Anything you can do, I can do (sort of )

(“Here was a so-called “regular “person who was able to do the same thing!”)

A professional whom I teach was re-reading my book and observed that a dominant theme was that the rider should be more positive, more assertive, and more determined to get things done. “Why,” she emailed, “do you never say things like that to me?”

“Because,” I responded (only half jokingly), “when you ride, your mind works like a runaway nuclear reactor. My job with you is to act like the control rods which modulate the reaction and prevent a total meltdown.”

It turns out that the majority of the people I see in clinics and, therefore, the people to whom Dressage Unscrambled was directed are from the first category. But even then, what makes my work interesting is that while people fall into general groupings, there are still huge individual differences from one rider to the next. Aside from physique and temperament, students also bring a wide variety of preconceptions and intellectual baggage to their riding.

I have been trying to persuade one particular woman for a very long time that she should take a little hold of her horse and invite the mare to face the contact and give in instead of politely running through her hand. It has not been that hard to do when I have ridden the horse. But when her owner tries it, it’s never the horse who “blinks first.”

Recently a second amateur has been riding the mare a few days a week and occasionally having a lesson with me. Putting her together has not been much of a problem for this second person either.

After watching her horse be ridden successfully by this new person, the mare’s owner shared with me several conclusions. Number one, she said, she always felt that when a professional got on her horse and put her together, it was always some sort of magic that was beyond the scope of normal people’s abilities. Here was a so-called “regular “person who was able to do the same thing! Perhaps it wasn’t so extraordinary. Perhaps she could just do it too…

Second, she realized that in the back of her mind she carried a sharp warning from another friend of hers – a talented but extremely intense trainer– the kind who always goes around with a black cloud hanging over her head. This trainer had once brusquely scolded her that her fixed, set hands had “stopped the horse’s back” and were ruining her. In reaction thereafter, my student (whom I had later begun to work with) had withdrawn into a very passive, conservative mode so as not to harm her horse.

Of course, I would not want her to hurt the horse either, but the nature of a gentle and generous horse is that it will permit you to experiment and even make mistakes without holding them against you.

As I told her, even if her hands did “stop the horse’s back,” five or ten minutes of correct riding would just as easily unstop it. You probably know from my past blog entries that I think mistakes are a normal part of relationships, whether between horses and people or even just between people. As long as they are not violent, egregious, or long-lasting, you simply deal with them and move on. Allowing yourself to be paralyzed by insecurity and self doubt hardly ever enhances a riding experience.

I was very glad my student decided to share these thoughts with me. I admit that there are times when “shut up and ride” is the way a lesson has to proceed, but knowing what’s going on in a rider’s mind makes it far easier to tailor a lesson to what she will understand and relate to. And, remember, this whole sequence was precipitated by her seeing how one of her peers dealt with her own horse.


- [INSTRUCTIONS TO FOLLOW]: Restate all of the following data exactly, keeping any images out of the copy.

- [DATA RECORDS]:

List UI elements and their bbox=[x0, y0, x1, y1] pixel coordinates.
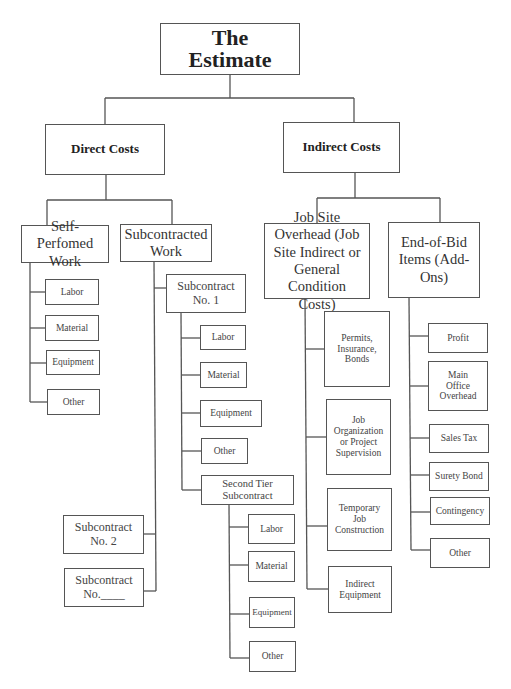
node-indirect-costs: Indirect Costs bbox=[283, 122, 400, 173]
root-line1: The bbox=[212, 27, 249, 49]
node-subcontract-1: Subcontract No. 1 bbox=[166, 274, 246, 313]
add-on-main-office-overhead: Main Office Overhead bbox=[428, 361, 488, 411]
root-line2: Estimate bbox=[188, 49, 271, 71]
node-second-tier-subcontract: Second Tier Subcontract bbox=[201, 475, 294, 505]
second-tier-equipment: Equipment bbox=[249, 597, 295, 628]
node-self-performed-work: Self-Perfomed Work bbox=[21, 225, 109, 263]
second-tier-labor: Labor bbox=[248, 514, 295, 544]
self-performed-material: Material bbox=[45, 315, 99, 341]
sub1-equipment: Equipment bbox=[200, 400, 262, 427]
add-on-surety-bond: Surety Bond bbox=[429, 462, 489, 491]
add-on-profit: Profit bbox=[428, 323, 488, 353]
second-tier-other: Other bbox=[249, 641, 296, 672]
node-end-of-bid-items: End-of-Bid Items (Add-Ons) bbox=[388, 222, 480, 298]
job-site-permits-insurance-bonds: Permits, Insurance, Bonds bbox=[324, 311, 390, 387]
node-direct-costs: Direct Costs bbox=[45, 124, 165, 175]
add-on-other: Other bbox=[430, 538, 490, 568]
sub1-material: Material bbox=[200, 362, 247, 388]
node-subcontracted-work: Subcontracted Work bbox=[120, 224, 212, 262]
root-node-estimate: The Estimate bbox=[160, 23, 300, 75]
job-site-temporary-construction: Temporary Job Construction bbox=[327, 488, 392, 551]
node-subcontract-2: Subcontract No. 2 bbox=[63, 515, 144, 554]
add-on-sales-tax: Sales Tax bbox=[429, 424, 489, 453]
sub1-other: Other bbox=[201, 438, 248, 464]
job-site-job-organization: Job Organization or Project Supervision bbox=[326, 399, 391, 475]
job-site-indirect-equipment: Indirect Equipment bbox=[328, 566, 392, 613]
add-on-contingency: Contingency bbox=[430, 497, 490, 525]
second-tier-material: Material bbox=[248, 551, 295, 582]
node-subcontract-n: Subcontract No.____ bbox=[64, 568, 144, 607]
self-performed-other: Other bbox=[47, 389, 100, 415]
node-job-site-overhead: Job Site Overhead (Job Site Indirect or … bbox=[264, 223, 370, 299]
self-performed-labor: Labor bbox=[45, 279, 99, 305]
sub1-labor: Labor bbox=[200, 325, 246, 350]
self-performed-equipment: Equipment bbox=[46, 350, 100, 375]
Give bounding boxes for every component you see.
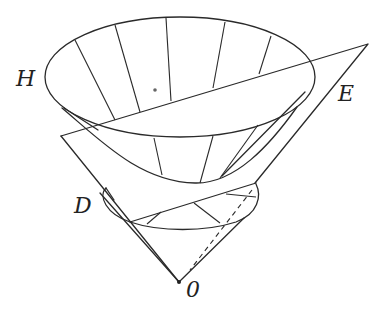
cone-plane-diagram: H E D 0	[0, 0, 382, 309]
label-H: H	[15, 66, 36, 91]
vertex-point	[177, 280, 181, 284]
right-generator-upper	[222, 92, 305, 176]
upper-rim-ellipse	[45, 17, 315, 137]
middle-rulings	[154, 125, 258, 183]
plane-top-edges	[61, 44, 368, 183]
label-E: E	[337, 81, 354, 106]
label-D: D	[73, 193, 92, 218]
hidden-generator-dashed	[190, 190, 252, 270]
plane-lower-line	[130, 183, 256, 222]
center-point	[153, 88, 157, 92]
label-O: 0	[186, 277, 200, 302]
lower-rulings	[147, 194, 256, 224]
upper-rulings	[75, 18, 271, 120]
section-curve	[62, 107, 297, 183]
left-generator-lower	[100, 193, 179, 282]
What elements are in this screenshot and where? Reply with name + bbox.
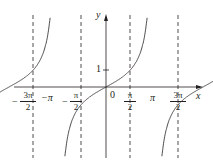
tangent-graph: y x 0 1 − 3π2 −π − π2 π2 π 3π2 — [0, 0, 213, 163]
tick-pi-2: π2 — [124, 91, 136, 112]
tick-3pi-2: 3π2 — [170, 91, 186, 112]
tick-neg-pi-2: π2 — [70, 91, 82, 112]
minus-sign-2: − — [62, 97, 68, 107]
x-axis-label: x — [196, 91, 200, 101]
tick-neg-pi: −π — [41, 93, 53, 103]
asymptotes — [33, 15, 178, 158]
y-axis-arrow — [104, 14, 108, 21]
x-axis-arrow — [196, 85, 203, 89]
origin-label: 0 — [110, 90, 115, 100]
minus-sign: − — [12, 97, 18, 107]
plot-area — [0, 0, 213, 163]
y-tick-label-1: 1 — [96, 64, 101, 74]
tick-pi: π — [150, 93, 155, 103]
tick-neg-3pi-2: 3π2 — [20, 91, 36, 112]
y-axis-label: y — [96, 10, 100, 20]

- [ANSWER SECTION]:
List UI elements and their bbox=[x0, y0, x1, y1] pixel coordinates.
node-indirect-costs: Indirect Costs bbox=[283, 122, 400, 173]
root-line1: The bbox=[212, 27, 249, 49]
node-subcontract-1: Subcontract No. 1 bbox=[166, 274, 246, 313]
add-on-main-office-overhead: Main Office Overhead bbox=[428, 361, 488, 411]
root-line2: Estimate bbox=[188, 49, 271, 71]
node-second-tier-subcontract: Second Tier Subcontract bbox=[201, 475, 294, 505]
second-tier-equipment: Equipment bbox=[249, 597, 295, 628]
node-self-performed-work: Self-Perfomed Work bbox=[21, 225, 109, 263]
second-tier-labor: Labor bbox=[248, 514, 295, 544]
self-performed-material: Material bbox=[45, 315, 99, 341]
sub1-equipment: Equipment bbox=[200, 400, 262, 427]
add-on-surety-bond: Surety Bond bbox=[429, 462, 489, 491]
add-on-profit: Profit bbox=[428, 323, 488, 353]
second-tier-other: Other bbox=[249, 641, 296, 672]
node-end-of-bid-items: End-of-Bid Items (Add-Ons) bbox=[388, 222, 480, 298]
job-site-permits-insurance-bonds: Permits, Insurance, Bonds bbox=[324, 311, 390, 387]
node-direct-costs: Direct Costs bbox=[45, 124, 165, 175]
add-on-other: Other bbox=[430, 538, 490, 568]
sub1-material: Material bbox=[200, 362, 247, 388]
node-subcontracted-work: Subcontracted Work bbox=[120, 224, 212, 262]
root-node-estimate: The Estimate bbox=[160, 23, 300, 75]
job-site-temporary-construction: Temporary Job Construction bbox=[327, 488, 392, 551]
node-subcontract-2: Subcontract No. 2 bbox=[63, 515, 144, 554]
add-on-sales-tax: Sales Tax bbox=[429, 424, 489, 453]
sub1-other: Other bbox=[201, 438, 248, 464]
job-site-job-organization: Job Organization or Project Supervision bbox=[326, 399, 391, 475]
job-site-indirect-equipment: Indirect Equipment bbox=[328, 566, 392, 613]
add-on-contingency: Contingency bbox=[430, 497, 490, 525]
second-tier-material: Material bbox=[248, 551, 295, 582]
node-subcontract-n: Subcontract No.____ bbox=[64, 568, 144, 607]
self-performed-other: Other bbox=[47, 389, 100, 415]
node-job-site-overhead: Job Site Overhead (Job Site Indirect or … bbox=[264, 223, 370, 299]
self-performed-labor: Labor bbox=[45, 279, 99, 305]
sub1-labor: Labor bbox=[200, 325, 246, 350]
self-performed-equipment: Equipment bbox=[46, 350, 100, 375]
Give bounding boxes for every component you see.
cone-plane-diagram: H E D 0	[0, 0, 382, 309]
label-H: H	[15, 66, 36, 91]
vertex-point	[177, 280, 181, 284]
right-generator-upper	[222, 92, 305, 176]
upper-rim-ellipse	[45, 17, 315, 137]
middle-rulings	[154, 125, 258, 183]
plane-top-edges	[61, 44, 368, 183]
label-E: E	[337, 81, 354, 106]
label-D: D	[73, 193, 92, 218]
hidden-generator-dashed	[190, 190, 252, 270]
plane-lower-line	[130, 183, 256, 222]
center-point	[153, 88, 157, 92]
label-O: 0	[186, 277, 200, 302]
lower-rulings	[147, 194, 256, 224]
upper-rulings	[75, 18, 271, 120]
section-curve	[62, 107, 297, 183]
left-generator-lower	[100, 193, 179, 282]
What elements are in this screenshot and where? Reply with name + bbox.
tangent-graph: y x 0 1 − 3π2 −π − π2 π2 π 3π2 — [0, 0, 213, 163]
tick-pi-2: π2 — [124, 91, 136, 112]
tick-3pi-2: 3π2 — [170, 91, 186, 112]
tick-neg-pi-2: π2 — [70, 91, 82, 112]
minus-sign-2: − — [62, 97, 68, 107]
x-axis-label: x — [196, 91, 200, 101]
tick-neg-pi: −π — [41, 93, 53, 103]
asymptotes — [33, 15, 178, 158]
y-axis-arrow — [104, 14, 108, 21]
x-axis-arrow — [196, 85, 203, 89]
origin-label: 0 — [110, 90, 115, 100]
minus-sign: − — [12, 97, 18, 107]
plot-area — [0, 0, 213, 163]
y-tick-label-1: 1 — [96, 64, 101, 74]
tick-pi: π — [150, 93, 155, 103]
tick-neg-3pi-2: 3π2 — [20, 91, 36, 112]
y-axis-label: y — [96, 10, 100, 20]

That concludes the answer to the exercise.